In the meantime, however, Handel had essayed another form of composition then popular in Germany—the passion oratorio. The Lutheran church had adopted from the Catholic the practice of reciting the history of the passion at vespers during holy week. This had given an opportunity to composers for a peculiarly profound religious expression in music. Heinrich Schütz must be named as the chief representative of passion music before Bach, though nearly sixty works of similar character have been preserved to us from before his time. The narrative was divided into three parts representing Christ, the Evangelist, and the people, which originally had been sung in chorus, but, with the rise of monody, the first two were chanted by single voices. Except a few introductory words, the entire text was made up of scriptural narrative, but later the beautiful chorale tunes sung by the Lutheran congregation were interspersed by way of reflective comment. This all became so fast-bound a convention that when Keiser produced his passion set to the words of Menantes at Hamburg in 1704 the church censured him severely for omitting the chorale element. Entirely original music had been used for the passion service, however, as early as 1672 by Sebastiani.

Handel’s Ein kleines Passions-Oratorium, composed in 1704, was arranged from the Gospel of St.
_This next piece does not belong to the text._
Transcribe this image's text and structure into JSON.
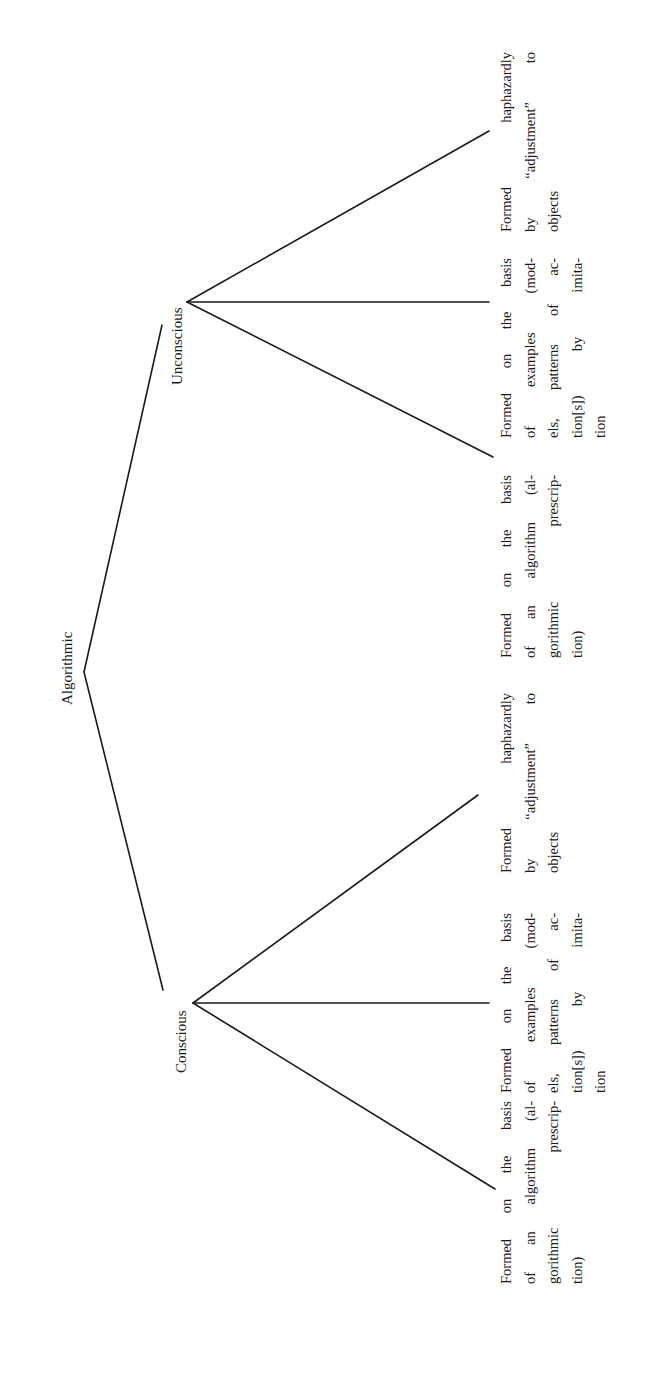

John, into which he introduced contemplative airs, instead of chorales. The chorus is mostly in five parts; the part of Pilate is taken by an alto, Christ by a tenor, and the Evangelist by a bass. He introduces a more elaborate accompaniment for the dramatically heightened ecce homo passage, while the biblical speeches are set in aria form. There are also duets, and a fugato chorus is sung by the soldiers casting lots for the vestment. The passion poems written by Brockes about this time were set to music no less than thirty times between 1712 and 1727 and among the most important of these is one by Handel written in 1716 while in attendance upon the elector at Hanover, to which we shall recur later. Suffice it to say that with every new work, such as Keiser’s, the dramatic element becomes more prominent. The meditative portions are now allotted to a definite character, such as ‘Daughter of Zion,’ or a ‘Faithful Soul,’ to be superseded still later by Mary Magdalen, the Disciple, the Virgin, etc. It may be said, then, to approach more nearly to the form of the oratorio, which, as we have seen in a previous chapter, had been cultivated in Italy by Carissimi and his followers. There, however, it had so nearly developed into the prevailing operatic form that it was distinguished from it only by the lack of scenery. The chorus, after being reduced to mere fragments, finally disappeared as it had done in the opera. These were the materials from which Handel’s genius was later to evolve virtually a new form of art.